Tuesday, February 12, 2013

Scars


She has no scars.

They could have added them, of course, to this body, but it did not occur to Nolikka to ask, any more than it had occurred to her to ask to have them removed from the other, and so her young clone skin is as smooth and unmarked as her nephew Corin’s had been the first time she had held him, a soft, squirming eighteen-month old armful. 

In a way, it bothers her less than her hair, since cosmetic grafting to ensure her very-recently-commissioned jump-clone would have hair as long as she was used to was something else that had not occurred to her.  The ends tickle the back of her neck and her ears, and even worse, Director Roth has made her aware that the color differs from her own.  After nearly twenty years of wearing her hair the length and style it had been the last time she had been able to see her own reflection in a mirror, Nolikka finds it disconcerting to be unable to imagine what she looks like.  In that regard, at least, the lack of scars is not a problem: she incurred them many years after the accident that destroyed her eyesight and has never known how they altered her appearance.

 But her hair is a purely cosmetic matter.  The patch of numb skin just above her highest capsule connection where the collar’s neural interface burned out the sensory neurons is not even visible, let alone cosmetic: only her own fingers, carefully maneuvering the protective cover into place when she has finished flying, know about this daily reminder of years of random agony, and fear of random agony.  The tightness in the skin of her throat when she turns her head to the left is due to scars she can feel with her fingertips, and so assumes others can see if they look, but it is also a reminder of the constant misery of untended sores, and the pull in the muscles of her forehead every time she frowns one of Gallente boots, and fists.

For what it is worth, Val had said, and I am far less qualified to advise you on this than you are to decide for yourself …

 I don't know that you need any reminders of that time.

Once, Nolikka would have agreed with him, without hesitation.  Once, she would have said that she needed not only no reminders, but to have the memory of those years erased from her memory as cleanly as data was erased in a full reformat.

But that was when she had scars.

Without them, she has found herself more quick to speak, more confident in holding her ground.  She does not feel the memory of the collar lodged above her collarbone, too tight to force words past, at every raised voice, at every thought of No.  Without her scars, she finds herself lost in the thread of a discussion or the intricacies of an equation for hours, unaware of the body that houses her mind until she reaches the end of the line of thought and finds her muscles cramped, her hands shaking with hunger.

This is the self she remembers, from before. This is the self she knew as herself for almost all the years of her life, and part of her welcomes it back, with all its limitations. 

But …

But. 

It is not the self that was herself when she first heard a smooth taupe ribbon of a voice attached to the name Captain Night wind through the laboratory.  It is not the self that was herself when that voice offered her a home, a haven, on the Utopian Ideal, nor the self she was when they stood side by side before the steward, hands linked by symbolic red tape, and said the words that made them partners in a new enterprise. Not the Nolikka Toin he eats lunch with daily, nor Nolikka Toin he sends carefully-considered traditional flower arrangements to.  

Not the Nolikka Toin she was when her impulsive, intrusive question received not rebuff, but the quiet answer Val.

This is the self she knows best; but that is the Nolikka Toin he knows, the Nolikka Toin who is a colleague, a friend, a partner.

Just how important that has become to her is only now fully apparent, in the sharp grief she feels at contemplating losing it.  She has felt loss before, of course, many colors of it: the sickly iridescent green of betrayal, the dull blue ache of bereavement.  This loss, though, she can already tell, this keen grey pang, will sink into her like the blade of a knife.

Today, Nolikka Toin has no scars. 

But one way or another, that is a temporary condition.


Task goal: With the pictures left out, transcribe exactly the lines from the one with "annotate this image: element" through the end of the data.

Dataset:
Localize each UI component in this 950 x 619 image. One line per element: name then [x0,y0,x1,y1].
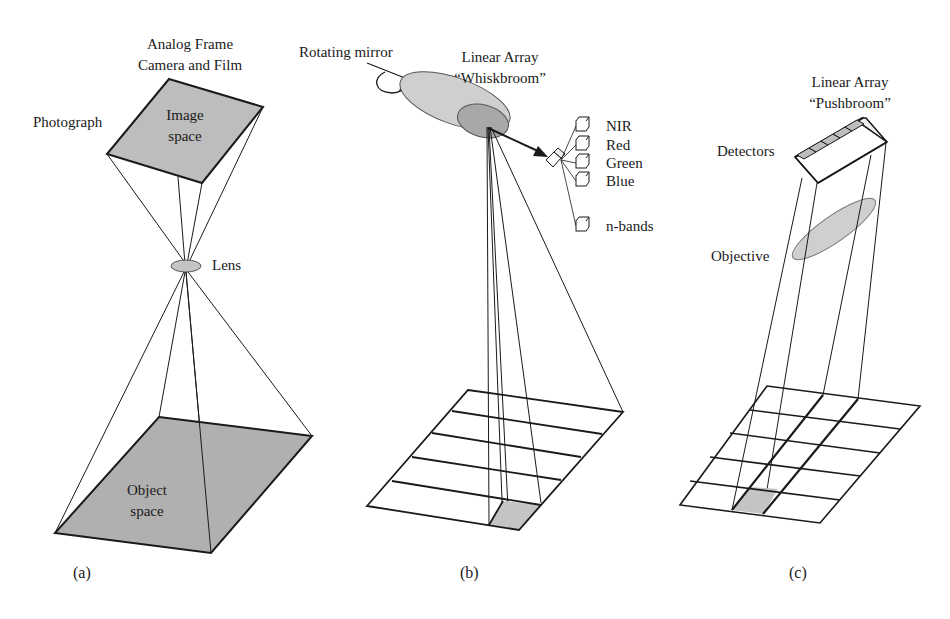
object-space-label-2: space [117,503,177,520]
panel-b-title-line2: “Whiskbroom” [440,70,560,87]
objective-label: Objective [711,248,769,265]
band-label-blue: Blue [606,173,634,190]
band-label-green: Green [606,155,643,172]
panel-a-title-line1: Analog Frame [100,36,280,53]
pushbroom-ground-grid [680,386,920,523]
arrow-to-detectors-icon [533,146,548,157]
objective-lens [786,190,883,269]
band-cube-red-icon [576,136,589,150]
panel-b-caption: (b) [460,564,479,582]
detectors-label: Detectors [717,143,774,160]
panel-a-frame-camera [55,79,312,553]
panel-c-title-line1: Linear Array [790,74,910,91]
panel-a-title-line2: Camera and Film [100,57,280,74]
band-label-nir: NIR [606,118,632,135]
sensor-diagram [0,0,950,619]
band-cube-nir-icon [576,117,589,131]
rotating-mirror-label: Rotating mirror [299,44,393,61]
panel-c-caption: (c) [789,564,807,582]
whiskbroom-ground-grid [367,390,623,530]
band-label-red: Red [606,137,630,154]
panel-c-title-line2: “Pushbroom” [790,95,910,112]
panel-b-title-line1: Linear Array [440,49,560,66]
image-space-label-2: space [155,128,215,145]
photograph-label: Photograph [33,114,102,131]
band-label-n-bands: n-bands [606,218,654,235]
lens-label: Lens [212,257,241,274]
object-space-plane [55,417,312,553]
panel-b-whiskbroom [367,60,623,530]
band-cube-n-bands-icon [576,217,589,231]
lens-icon [171,260,201,272]
panel-c-pushbroom [680,118,920,523]
band-cube-blue-icon [576,172,589,186]
object-space-label-1: Object [117,482,177,499]
panel-a-caption: (a) [73,564,91,582]
image-space-label-1: Image [155,107,215,124]
band-cube-green-icon [576,154,589,168]
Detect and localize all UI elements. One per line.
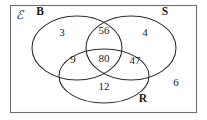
region-value-b-and-r: 9 — [70, 53, 76, 65]
region-value-b-only: 3 — [59, 26, 65, 38]
set-label-b: B — [36, 5, 44, 17]
region-value-b-s-r: 80 — [99, 52, 111, 64]
set-label-s: S — [162, 5, 168, 17]
set-label-r: R — [139, 92, 148, 104]
venn-diagram-figure: ℰ B S R 3 56 4 9 80 47 12 6 — [0, 0, 207, 120]
region-value-s-and-r: 47 — [130, 54, 142, 66]
region-value-b-and-s: 56 — [99, 24, 111, 36]
region-value-r-only: 12 — [99, 80, 110, 92]
region-value-s-only: 4 — [142, 26, 148, 38]
venn-diagram-canvas: ℰ B S R 3 56 4 9 80 47 12 6 — [0, 0, 207, 120]
region-value-outside: 6 — [173, 76, 179, 88]
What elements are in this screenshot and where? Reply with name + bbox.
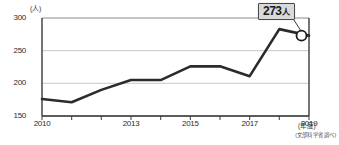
x-tick-label-2013: 2013 bbox=[116, 119, 146, 128]
source-attribution-note: (文部科学省調べ) bbox=[295, 131, 336, 139]
y-tick-label-200: 200 bbox=[2, 78, 26, 87]
y-axis-unit-label: (人) bbox=[30, 3, 41, 13]
line-chart: (人) 300 250 200 bbox=[0, 0, 339, 145]
axis-lines bbox=[42, 18, 309, 116]
data-point-marker-2019 bbox=[297, 31, 307, 41]
value-callout-badge: 273 人 bbox=[258, 3, 295, 20]
y-tick-label-300: 300 bbox=[2, 13, 26, 22]
y-tick-label-150: 150 bbox=[2, 111, 26, 120]
data-line-series bbox=[42, 29, 309, 102]
x-axis-unit-label: (年度) bbox=[298, 120, 316, 130]
gridlines bbox=[42, 18, 309, 116]
x-tick-label-2017: 2017 bbox=[235, 119, 265, 128]
y-tick-label-250: 250 bbox=[2, 46, 26, 55]
callout-value-row: 273 人 bbox=[263, 5, 290, 17]
x-tick-label-2015: 2015 bbox=[175, 119, 205, 128]
x-tick-label-2010: 2010 bbox=[27, 119, 57, 128]
callout-value-number: 273 bbox=[263, 5, 282, 17]
callout-value-unit: 人 bbox=[282, 9, 290, 17]
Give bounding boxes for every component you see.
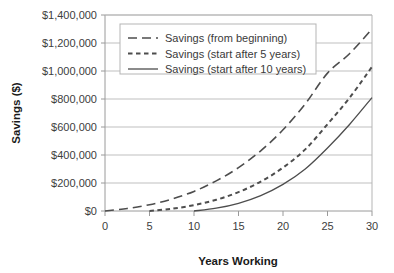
x-tick-label-20: 20 <box>277 220 289 232</box>
legend-label-0: Savings (from beginning) <box>165 32 287 44</box>
y-tick-label-800000: $800,000 <box>51 93 97 105</box>
chart-legend: Savings (from beginning)Savings (start a… <box>120 24 316 75</box>
x-tick-label-0: 0 <box>102 220 108 232</box>
x-tick-label-30: 30 <box>366 220 378 232</box>
legend-label-1: Savings (start after 5 years) <box>165 48 300 60</box>
savings-line-chart: $0$200,000$400,000$600,000$800,000$1,000… <box>0 0 394 273</box>
y-tick-label-1200000: $1,200,000 <box>42 37 97 49</box>
y-tick-label-1000000: $1,000,000 <box>42 65 97 77</box>
y-tick-label-600000: $600,000 <box>51 121 97 133</box>
y-tick-label-1400000: $1,400,000 <box>42 9 97 21</box>
y-axis-title: Savings ($) <box>10 82 22 144</box>
y-tick-label-200000: $200,000 <box>51 177 97 189</box>
chart-container: $0$200,000$400,000$600,000$800,000$1,000… <box>0 0 394 273</box>
x-tick-label-10: 10 <box>188 220 200 232</box>
x-tick-label-25: 25 <box>321 220 333 232</box>
y-tick-label-400000: $400,000 <box>51 149 97 161</box>
legend-label-2: Savings (start after 10 years) <box>165 63 306 75</box>
y-tick-label-0: $0 <box>85 205 97 217</box>
x-tick-label-5: 5 <box>146 220 152 232</box>
x-tick-label-15: 15 <box>232 220 244 232</box>
x-axis-title: Years Working <box>198 255 278 267</box>
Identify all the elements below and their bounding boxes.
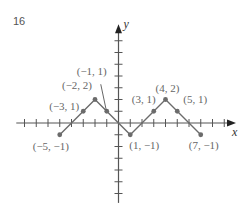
axes [16, 24, 236, 203]
x-axis-label: x [231, 125, 238, 139]
point-label: (3, 1) [132, 93, 156, 106]
y-axis-label: y [123, 17, 130, 31]
coordinate-plot: (−5, −1)(−3, 1)(−2, 2)(−1, 1)(1, −1)(3, … [0, 0, 252, 205]
graph-point [151, 109, 156, 114]
point-label: (5, 1) [183, 93, 207, 106]
graph-point [198, 132, 203, 137]
point-label: (−5, −1) [33, 140, 70, 153]
graph-point [104, 109, 109, 114]
graph-lines [60, 100, 201, 135]
graph-point [128, 132, 133, 137]
point-label: (−3, 1) [49, 100, 79, 113]
y-axis-arrow-icon [115, 24, 122, 33]
graph-point [175, 109, 180, 114]
graph-point [163, 97, 168, 102]
graph-point [57, 132, 62, 137]
graph-point [81, 109, 86, 114]
graph-point [93, 97, 98, 102]
point-label: (7, −1) [189, 139, 219, 152]
point-label: (1, −1) [129, 139, 159, 152]
point-label: (−2, 2) [62, 79, 92, 92]
ticks [25, 41, 225, 194]
point-labels: (−5, −1)(−3, 1)(−2, 2)(−1, 1)(1, −1)(3, … [33, 65, 219, 153]
graph-polyline [60, 100, 201, 135]
point-label: (4, 2) [156, 82, 180, 95]
point-label: (−1, 1) [77, 65, 107, 78]
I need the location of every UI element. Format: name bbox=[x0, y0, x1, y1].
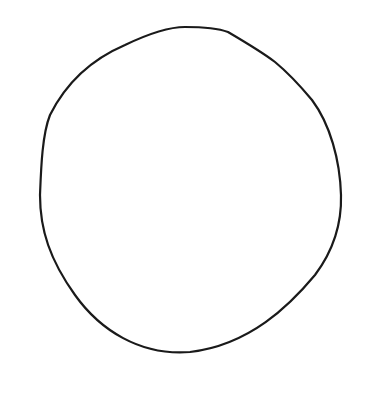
drawing-canvas bbox=[0, 0, 376, 395]
circle-outline bbox=[0, 0, 376, 395]
circle-stroke bbox=[40, 27, 341, 352]
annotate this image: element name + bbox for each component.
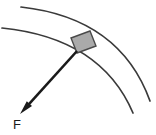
- physics-figure: F: [0, 0, 156, 135]
- force-vector-label: F: [13, 117, 21, 132]
- figure-canvas: F: [0, 0, 156, 135]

Expected answer:
annotate this image: element name + bbox for each component.
- physics-figure: F: [0, 0, 156, 135]
- force-vector-label: F: [13, 117, 21, 132]
- figure-canvas: F: [0, 0, 156, 135]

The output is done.